Cardinal Lehmann: I don't believe in Church.

From the programme Cross Questioned on the 7th March. Video of the whole of the programme here. Minute 43 onwards!!

Interviewer
There are more and more people who don’t believe in the Church or Christendom, who are skeptical…..

......

Lehmann
I do not believe in Church and also not

Interviewer interrupts
You don’t believe in Church

Lehmann
No, I believe in God

One can only believe in God in the end

Loud applause

I believe the Church is a tool, a place, and a means where God can realize what he wants to do in this time. The Church belongs only to a second rank, beneath God.

In the last resort, one can only believe in God because the Church is only a means to an end. The Church is holy and at the same the Church of sinners. One cannot talk about a belief in church, as one can talk about the belief in God. This is theologically the case and has been believed over many hundreds of years.

The Cardinal also speculated that one day the Catholic Church will cease to exist.

The atheist who he was debating wondered how this fitted with Church teaching.

A Church-hostile website has said that he is a "heretic", a word that does not fall easily from the lips of such a source.

The ever-excellent kreuz.netalso reporting on this story says that the reaction of the Pope and the other German bishops will be interesting.

The Cardinal himself on who and what has influenced him, not least Karl Rahner, who had the idea that "anonymous Christianity" was possible.

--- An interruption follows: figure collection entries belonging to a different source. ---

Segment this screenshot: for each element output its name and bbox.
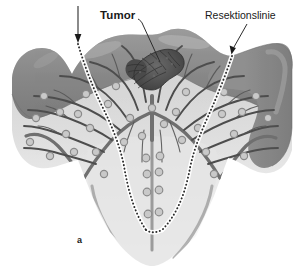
figure-container: Tumor Resektionslinie a — [0, 0, 305, 267]
lymph-node — [218, 110, 225, 117]
lymph-node — [82, 90, 89, 97]
lymph-node — [156, 152, 164, 160]
lymph-node — [264, 114, 271, 121]
lymph-node — [70, 148, 77, 155]
lymph-node — [62, 130, 69, 137]
lymph-node — [92, 148, 99, 155]
lymph-node — [230, 130, 237, 137]
lymph-node — [155, 186, 163, 194]
lymph-node — [143, 170, 151, 178]
lymph-node — [144, 210, 152, 218]
lymph-node — [120, 138, 127, 145]
lymph-node — [56, 108, 63, 115]
lymph-node — [138, 132, 145, 139]
lymph-node — [32, 114, 39, 121]
lymph-node — [46, 152, 53, 159]
lymph-node — [238, 108, 245, 115]
lymph-node — [126, 114, 133, 121]
lymph-node — [104, 100, 111, 107]
lymph-node — [26, 138, 33, 145]
panel-label: a — [77, 235, 83, 245]
lymph-node — [210, 170, 217, 177]
lymph-node — [74, 110, 81, 117]
lymph-node — [182, 88, 189, 95]
lymph-node — [252, 92, 259, 99]
lymph-node — [155, 208, 163, 216]
lymph-node — [40, 92, 47, 99]
resection-line-label: Resektionslinie — [205, 9, 276, 21]
lymph-node — [240, 152, 247, 159]
lymph-node — [202, 148, 209, 155]
tumor-label: Tumor — [100, 9, 136, 21]
arrow-left-head — [75, 34, 82, 43]
lymph-node — [148, 104, 155, 111]
lymph-node — [142, 154, 150, 162]
lymph-node — [155, 168, 163, 176]
lymph-node — [178, 136, 185, 143]
lymph-node — [100, 170, 107, 177]
bowel-lymphatic-drainage-illustration: Tumor Resektionslinie a — [0, 0, 305, 267]
lymph-node — [86, 124, 93, 131]
lymph-node — [143, 188, 151, 196]
lymph-node — [172, 108, 179, 115]
resection-leader-line — [234, 24, 247, 47]
lymph-node — [160, 120, 167, 127]
lymph-node — [112, 82, 119, 89]
arrow-right-head — [230, 45, 236, 54]
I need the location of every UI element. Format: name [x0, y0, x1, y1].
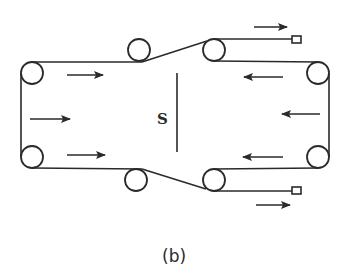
belt-bottom-left-run — [32, 168, 142, 169]
roller-top-right — [307, 62, 329, 84]
direction-arrows — [30, 27, 320, 205]
belt-roller-diagram: S (b) — [0, 0, 348, 276]
roller-bottom-right-inner — [203, 169, 225, 191]
belt-path — [21, 39, 329, 191]
roller-bottom-middle — [125, 169, 147, 191]
belt-top-return — [214, 61, 318, 62]
end-box-bottom — [292, 187, 301, 194]
end-box-top — [292, 36, 301, 43]
roller-top-left — [21, 62, 43, 84]
belt-top-diagonal — [142, 41, 207, 62]
belt-bottom-return — [214, 168, 318, 169]
roller-top-middle — [128, 39, 150, 61]
figure-caption: (b) — [162, 246, 186, 266]
belt-bottom-diagonal — [142, 169, 206, 189]
roller-top-right-inner — [203, 39, 225, 61]
separator-label: S — [157, 110, 168, 128]
roller-bottom-left — [21, 146, 43, 168]
roller-bottom-right — [307, 146, 329, 168]
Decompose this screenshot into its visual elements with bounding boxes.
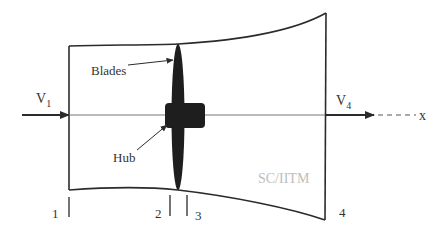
- blades-label: Blades: [91, 63, 126, 78]
- station-1-label: 1: [52, 206, 59, 221]
- station-4-label: 4: [339, 205, 346, 220]
- station-ticks: [69, 195, 187, 217]
- v1-main: V: [36, 91, 46, 106]
- station-3-label: 3: [195, 208, 202, 223]
- v4-label: V4: [336, 93, 351, 111]
- outlet-edge: [325, 13, 326, 220]
- x-axis-label: x: [419, 108, 426, 123]
- v4-subscript: 4: [346, 100, 351, 111]
- v4-main: V: [336, 93, 346, 108]
- hub-shape: [165, 103, 205, 128]
- station-2-label: 2: [155, 206, 162, 221]
- top-boundary-curve: [69, 13, 326, 46]
- blades-leader-arrow: [128, 60, 173, 65]
- v1-subscript: 1: [46, 98, 51, 109]
- stream-tube-diagram: Blades Hub V1 V4 x SC/IITM 1 2 3 4: [0, 0, 446, 237]
- hub-leader-arrow: [137, 125, 167, 150]
- watermark-label: SC/IITM: [258, 171, 310, 186]
- v1-label: V1: [36, 91, 51, 109]
- hub-label: Hub: [113, 150, 135, 165]
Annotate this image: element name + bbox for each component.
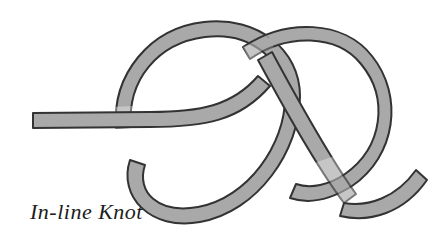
knot-figure: In-line Knot (0, 0, 437, 241)
horizontal-band (33, 76, 270, 128)
descending-diagonal-strand (258, 52, 356, 203)
figure-caption: In-line Knot (30, 199, 143, 225)
rope-group (33, 21, 427, 223)
horizontal-band-strand (33, 76, 270, 128)
descending-diagonal-band (258, 52, 356, 203)
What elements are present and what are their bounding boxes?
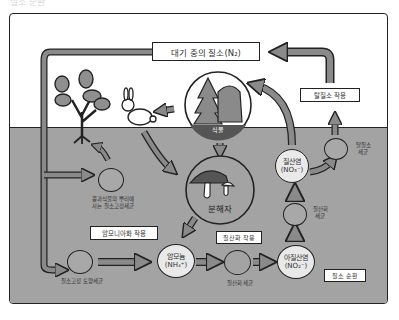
ammonification-box: 암모니아화 작용 (90, 226, 158, 240)
nitrate-node: 질산염 (NO₃⁻) (275, 149, 309, 183)
atmosphere-nitrogen-label: 대기 중의 질소(N₂) (171, 46, 241, 58)
legume-bacteria-line2: 사는 질소고정세균 (83, 203, 143, 210)
ammonium-name: 암모늄 (167, 253, 185, 261)
legend-label: 질소 순환 (332, 271, 358, 280)
ammonification-label: 암모니아화 작용 (102, 228, 146, 238)
nitrifying-bacteria-label: 질산화 세균 (220, 280, 260, 287)
denitrification-box: 탈질소 작용 (300, 88, 360, 102)
decomposer-label: 분해자 (200, 204, 240, 215)
nitrifying-bacteria-node (224, 250, 251, 275)
atmosphere-nitrogen-box: 대기 중의 질소(N₂) (152, 42, 260, 61)
nitrite-name: 아질산염 (284, 254, 308, 262)
denitrifying-bacteria-node (324, 138, 348, 160)
legume-bacteria-node (98, 168, 124, 192)
legend-box: 질소 순환 (324, 269, 366, 282)
plant-label: 식물 (207, 126, 229, 134)
ammonium-node: 암모늄 (NH₄⁺) (157, 244, 195, 278)
soil-fixing-bacteria-label: 질소고정 토양세균 (52, 278, 112, 285)
nitrification-label: 질산화 작용 (223, 233, 255, 242)
denitrifying-bacteria-label: 탈질소 세균 (352, 142, 374, 157)
nitrite-formula: (NO₂⁻) (285, 262, 308, 270)
nitrite-node: 아질산염 (NO₂⁻) (277, 245, 315, 279)
legume-bacteria-label: 콩과식물의 뿌리에 사는 질소고정세균 (83, 196, 143, 211)
nitrite-bacteria-node (283, 203, 307, 226)
nitrate-formula: (NO₃⁻) (281, 166, 304, 174)
denitrifying-line2: 세균 (352, 149, 374, 156)
nitrite-bacteria-line2: 세균 (309, 213, 331, 220)
soil-fixing-bacteria-node (67, 250, 93, 274)
nitrogen-cycle-diagram: 질소 순환 (0, 0, 399, 320)
nitrate-name: 질산염 (283, 158, 301, 166)
nitrite-bacteria-label: 질산화 세균 (309, 206, 331, 221)
ammonium-formula: (NH₄⁺) (165, 261, 187, 269)
nitrification-box: 질산화 작용 (216, 231, 262, 244)
diagram-title: 질소 순환 (10, 0, 45, 6)
denitrification-label: 탈질소 작용 (314, 90, 346, 100)
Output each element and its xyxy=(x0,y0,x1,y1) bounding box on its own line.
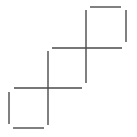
stacked-squares-diagram xyxy=(0,0,137,137)
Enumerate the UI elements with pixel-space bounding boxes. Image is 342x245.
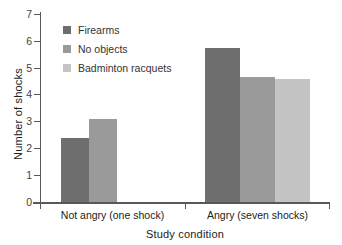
- x-axis-line: [33, 202, 330, 204]
- bar-angry-firearms: [205, 48, 240, 202]
- bar-chart: 7 6 5 4 3 2 1 0 Not angry (one shock) An…: [0, 0, 342, 245]
- legend-swatch-icon: [63, 26, 71, 34]
- x-axis-group-label-not-angry: Not angry (one shock): [40, 209, 185, 221]
- bar-not-angry-no-objects: [89, 119, 117, 202]
- legend-label: No objects: [78, 44, 128, 55]
- legend-label: Firearms: [78, 25, 119, 36]
- bar-angry-badminton-racquets: [275, 79, 310, 202]
- bar-not-angry-firearms: [61, 138, 89, 202]
- legend-label: Badminton racquets: [78, 63, 171, 74]
- chart-legend: Firearms No objects Badminton racquets: [63, 22, 171, 79]
- bar-angry-no-objects: [240, 77, 275, 202]
- legend-item-no-objects: No objects: [63, 41, 171, 57]
- y-axis-title: Number of shocks: [12, 39, 24, 189]
- x-axis-title: Study condition: [40, 228, 330, 240]
- x-axis-group-label-angry: Angry (seven shocks): [185, 209, 330, 221]
- legend-swatch-icon: [63, 64, 71, 72]
- legend-swatch-icon: [63, 45, 71, 53]
- legend-item-badminton-racquets: Badminton racquets: [63, 60, 171, 76]
- y-tick-label: 0: [6, 197, 32, 208]
- y-tick-label: 7: [6, 9, 32, 20]
- legend-item-firearms: Firearms: [63, 22, 171, 38]
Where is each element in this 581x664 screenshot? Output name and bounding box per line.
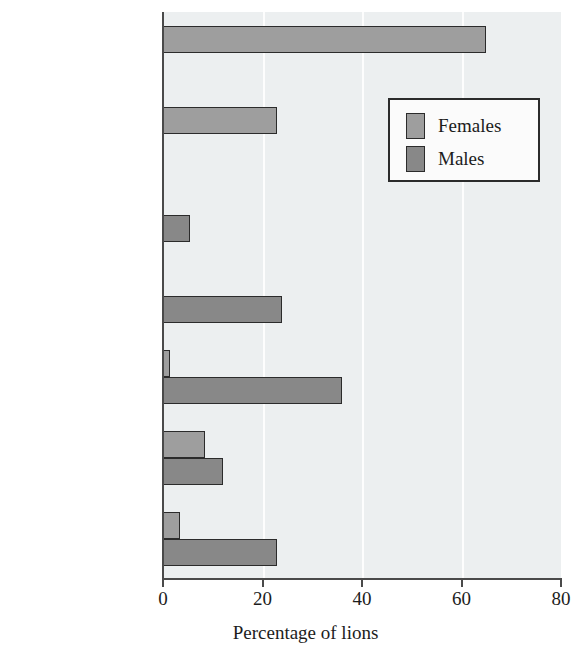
bar-males xyxy=(163,539,277,566)
legend-item-females: Females xyxy=(406,109,538,142)
x-axis-tick xyxy=(461,578,463,587)
bar-females xyxy=(163,107,277,134)
legend-label-females: Females xyxy=(438,115,501,137)
legend-swatch-females-icon xyxy=(406,113,425,139)
x-axis-tick-label: 60 xyxy=(452,588,471,610)
legend-item-males: Males xyxy=(406,142,538,175)
x-axis-tick xyxy=(560,578,562,587)
x-axis-tick xyxy=(262,578,264,587)
legend-swatch-males-icon xyxy=(406,146,425,172)
bar-females xyxy=(163,26,486,53)
gridline xyxy=(362,12,364,579)
y-axis-line xyxy=(162,12,164,580)
bar-females xyxy=(163,512,180,539)
x-axis-tick xyxy=(162,578,164,587)
x-axis-tick-label: 80 xyxy=(552,588,571,610)
legend-label-males: Males xyxy=(438,148,484,170)
bar-chart: 020406080 Remained in natal prideFormed … xyxy=(0,0,581,664)
chart-legend: Females Males xyxy=(388,98,540,182)
x-axis-tick xyxy=(361,578,363,587)
bar-males xyxy=(163,458,223,485)
x-axis-title: Percentage of lions xyxy=(0,622,581,644)
x-axis-tick-label: 20 xyxy=(253,588,272,610)
bar-males xyxy=(163,296,282,323)
bar-females xyxy=(163,350,170,377)
x-axis-tick-label: 40 xyxy=(353,588,372,610)
bar-females xyxy=(163,431,205,458)
bar-males xyxy=(163,215,190,242)
bar-males xyxy=(163,377,342,404)
x-axis-tick-label: 0 xyxy=(158,588,168,610)
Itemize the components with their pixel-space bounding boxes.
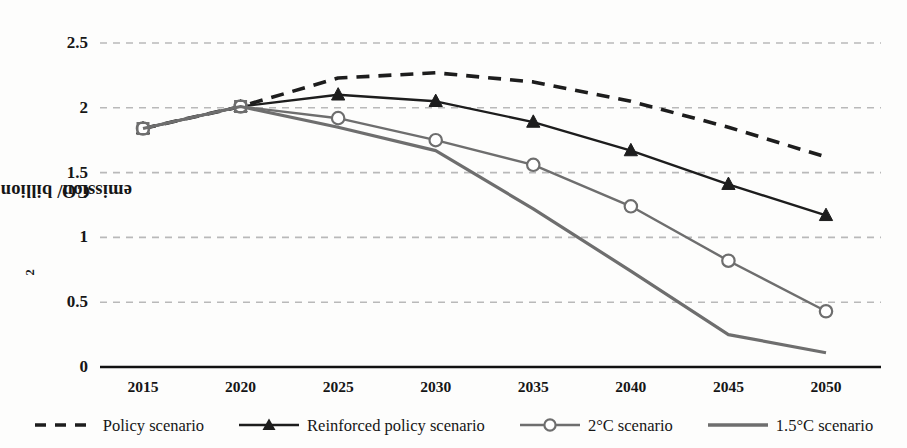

Cathcon provides a reality check for Cardinal Lehmann from

The Nicene Creed.
Et unam, sanctam, catholicam et apostolicam Ecclesiam.

The Apostles' Creed
Credo in Spiritum Sanctum; sanctam ecclesiam catholicam; sanctorum communionem; remissionem peccatorum; carnis resurrectionem; vitam oeternam. Amen.

St. Cyprian
"No one can have God as Father who does not have the Church as Mother"

And further his flock in Germany pay a Church tax, as a result of their Catholicism, in case he has not noticed.

And finally,
The Church, in which he does not believe, made him a Cardinal.


Cardinal Lehmann who would not, it has been said, been a Cardinal apart for the intervention of the man on the right, Helmut Kohl, the former German Chancellor.

Comments

totustuusmaria said…
Well, I don't know what he means by that. He probably means something heterodox by that, and I would not dream of defending a statement like that. But, at an intellectual level, it is interesting to note that this was a big issue in the middle ages, because the creed doesn't say "et in unam sanctam catholicam et apostolicam ecclesiam" but rather just "et unam sanctam catholicam et apostolicam ecclesiam." In Latin there are three forms that credo can take: the dat. meaning "I trust the object" the accusitive meaning "I believe the object to exist" and in + the accusitive which is a Christian formulation which didn't exist in classical Latin meant to express the type of faith that one can have in God alone.

A few quotations. From a ninth century catechism: "We believe truly in the Holy Spirit because He is God, just as the Father and the Son. But it is understood that I believe that the Holy catholic Church exists. (credo esse)"

Another midaeval chatechism: "I believe in God: that is: I gather all my faith in Him. I believe that God exists, it is understood (credo Deum). I trust God (Credo Deo) is understood by these words."

St Albert the Great: "The sense of the words "I believe that the Holy Catholic Church exists is: I believe in the Holy Ghost who sanctifies the Catholic Church."

St Martin of Turin: "Therefore the Church is Holy and Catholic, because she rightly believes in God. We do not, therefore, say that you should believe in the Church as in God, but know that we say and said that, living in the Holy and Catholic Church, you should believe in God."

Notice that the creed says: "et in Spiritum Sanctum...et unam, sanctam, catholicam..."
Do you think this is on purpose?
Londiniensis said…
I'd really like to know what he said in German, and how dismissively he said whatever it was that he in fact said: everything is, of course, subordinated to a belief in God, but (and a rather big but) the Church was founded by the Second Person of the Blessed Trinity and is supported by the Third (although to hear some bishops - the successors to the Apostles - speak, you have to believe really hard in that one). Also, the Church through baptism and the other sacraments opens us to the possibility of a relationship with God. Not least, there is just a little something about the Mystical Body of Christ ...
Errante:

I think we need some clarification to find out exactly what he said and whether in the German it is in any way ambiguous. Mr. Gillibrand, get right on it sir.

I cannot believe he said this, as a few hours ago, before I saw this, I wrote:

"Germany: I don't have the time to relate all the goings on in Germany since I wrote Digest, February 16th, but it is intense and intensifying. The Church in Germany is certainly divided. It's bad. Many Bishops seem to be trying (for the right reasons) to catch the Pope's eye. I am convinced the Holy Father is going to engineer the "horizontal promotion" or downright removal of Karl Cardinal Lehmann and weaken the progressives in Germany."
The Church, in which he does not believe, made him a Cardinal.

and will be paying him a nice cozy pension no doubt.